Each region of the country – the South, the Midwest, the East, the Pacific Northwest, she said, has its own particular style and flavors of barbecue.
“We do have a really good flavor profile. And so is really getting these competitors a chance to be showcased, getting their food in front of judges.”
It’s not just about winning, though those receiving awards definitely were relishing the moment. It’s also about learning, about getting better, she said.
She told how Joe Poteet was competing recently in Texas at the International Championships – which, in non-COVID years would include competitors from, literally, industrialized nations all over the world. Poteet was facing 305 other competitors, which was so large a field that organizers divided them into smaller groups.

JO POTEET, of J&C Barbecue in Lebanon, preps some succulent steak samples for visitors and competitors at the event.
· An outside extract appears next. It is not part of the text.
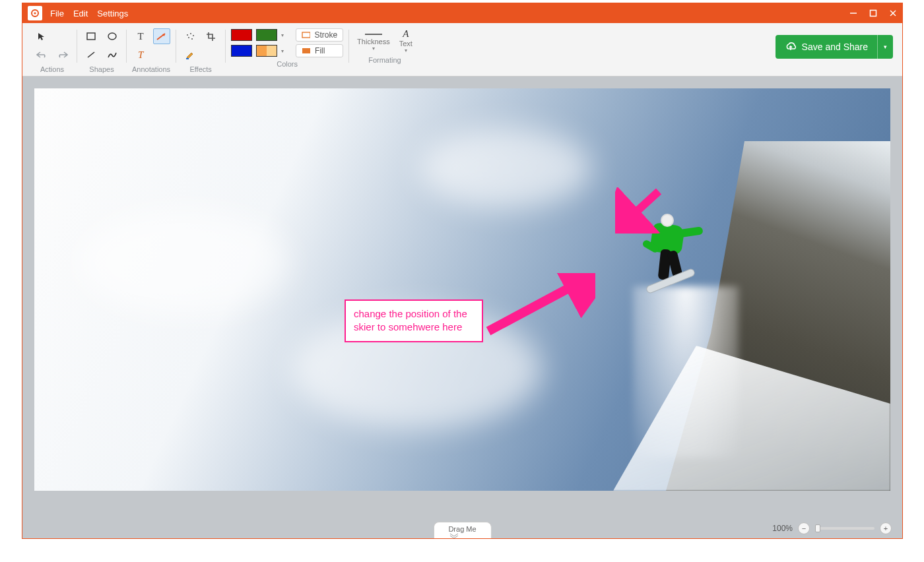  Describe the element at coordinates (42, 55) in the screenshot. I see `undo-button` at that location.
“During the first day, Joe got his scores back and realized he could make changes to improve those scores. He did and finished 16th the next day out of 151 competitors, two-tenths of a point out of the awards.
“You do get to learn. You can learn. It is not just presentation. You’re looking for tenderness, taste, Everything that goes into it.”
And people like it.
Christy Poteet noted how a BBQ, Blues & Brews competition hosted by The Mill Casino in North Bend drew nearly 15,000 people, who paid $5 each to get in, then paid extra to sample barbecue and brews from 20 breweries at the event, sanctioned by the Kansas City Barbecue Society.
That’s what she has in mind.
She noted that local sponsors contributed prizes that attracted a very healthy field of competitors to the inaugural event.
“Even though it’s COVID and we’re kind of restricted, this allows us to work out the kinks now,” she said, gesturing at the activity around her. “We’re not looking to make money. This is reinvestment.”